During the Kosovo crisis, on 6 April 1999, former U.S. President Bill Clinton declared that, "We cannot say, well, we'll just take all these folks and forget about their rights to go home. The refugees belong in their own homes on their own land. Our immediate goal is to provide relief. Our long-term goal is to give them their right to return."
NATO spokesman Jamie Shea told reporters at an 24 April 1999, briefing that, "What is absolutely clear are our key preconditions which we are not going to negotiate on, which is the right to the return of refugees, access to humanitarian organizations, withdrawal of Serb forces, deployment of a very robust international force, and a political process."
On 5 April 1999, Shea told the press that, "The most important thing is that at the end of the day that those people should be able to exercise their right to return."

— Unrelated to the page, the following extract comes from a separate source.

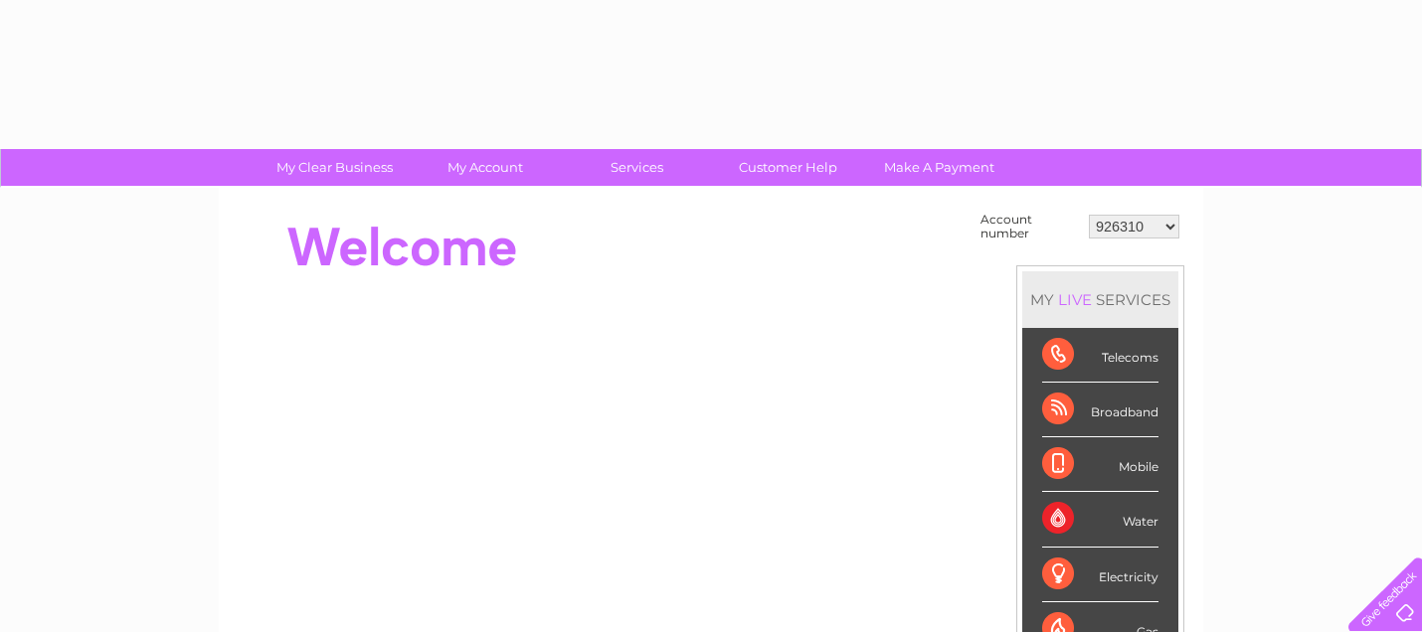  Describe the element at coordinates (636, 167) in the screenshot. I see `a: Services` at that location.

The work of the Clinton Administration's deputy treasury secretary, Stuart Eizenstat, with regard to the property rights of refugees and other victims of the Nazi Holocaust in Europe has great significance for the property rights of Palestinian refugees.
Moreover, because the right of return is so intimately linked to property rights and original homes, the principles laid out by Eizenstat have profound implications for the right of return as well as property rights.
Eizenstat's testimony before the Commission on Security and Cooperation in Europe (Commission) in March 1999 is of particular relevance. He told the Commission that "the basic principle that wrongfully expropriated property should be restituted (or compensation paid) applies to them all [every country in Eastern and Central Europe], and their implementation of this principle is a measure of the extent to which they have successfully adopted democratic institutions, [and] the rule of law with respect to property rights."
Obviously, if the property rights of Jewish Europeans survive after more than 56 years following expropriation, those of Palestinian refugees must similarly survive after 53 years or less.
We have to start the discussion from a point that can lead to a settlement with which both Israelis and Palestinians can live, that meets the requirements of justice, and respects refugees' human rights.This article is extracted from the original, which appeared in the latest issue (volume 8, issue 2, winter, 2001) of Human Rights Brief, a quarterly publication of Washington College of Law at American University, in Washington, DC.